Lavoie is well-known in Manitoba's cannabis industry. Under the TobaGrown banner, he took the province to court for banning the production of homegrown recreational cannabis, even though the federal government allows it. He is awaiting a ruling from the Court of Queen's Bench.

Lavoie said this latest collaborative effort is a vote of confidence in Manitoba's cannabis industry.

"It symbolizes our commitment to this province, the cannabis consumers in this province, the dispensaries in this province and the brands in this province," he said.

Focusing first on Manitoba

"Of course, our partners have aspirations to go beyond here. Manitoba will be our focus, but we will go there eventually."

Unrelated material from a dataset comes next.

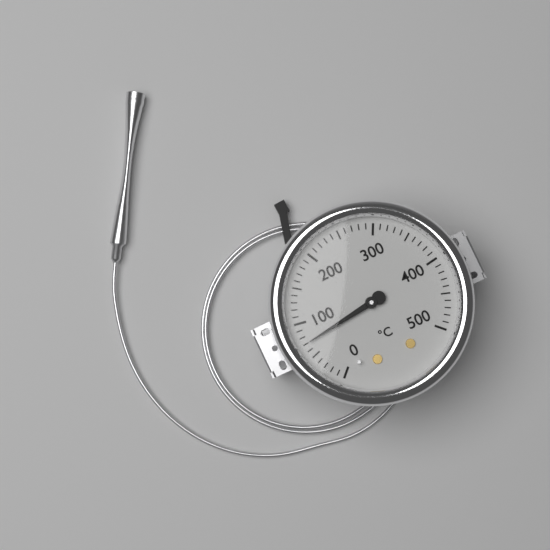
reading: 70 °C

The local market is driving Natural Earth Craft Cannabis, a Winnipeg-based processor which was initially producing cannabis for other companies to sell elsewhere, before getting a sales licence to sell under its own branding.

"We wanted to be a part of the local cannabis community, which means having our products on local cannabis store shelves," director Tim Doerksen said.

He said the TobaRolling opportunity was "almost impossible to say no to." By aligning with other producers and minimizing or sharing costs, he expects a 20 per cent savings on that portion of his business.

The extra revenue will help businesses like his expand, and support the hiring of eight new workers to handle the weighing of flower, the rolling of joints and the labelling of containers, among other duties. Lavoie said the syndicate could hire more people if more businesses sign on. 

Cypress Craft Cannabis, run out of the municipality of North Cypress-Langford, is hopeful the new relationship will bring their products to more Manitobans.

As a small business run out of the family farm, master grower Bryce Oliver said there's sometimes little time to focus on the distribution part of owning a company when you're busy producing it.

"One of our problems is we don't get off the farm too often. So if [TobaRolling is] making a lot of relationships across the province, that's going to help us out."

This arrangement is possible with the involvement of a licensed producer like Kief Cannabis, which has the authority to be a processor. The Selkirk-based producer has one room set aside for packaging, and another room in case of expansion.

But Jesse Denton, Kief's founder, said TobaRolling couldn't have come together without the five parties. 

"From my understanding, we're the first of its kind," Denton said.

"I think it speaks volumes into how well-connected we are as a province and how well-connected we want to be as an industry, especially locally."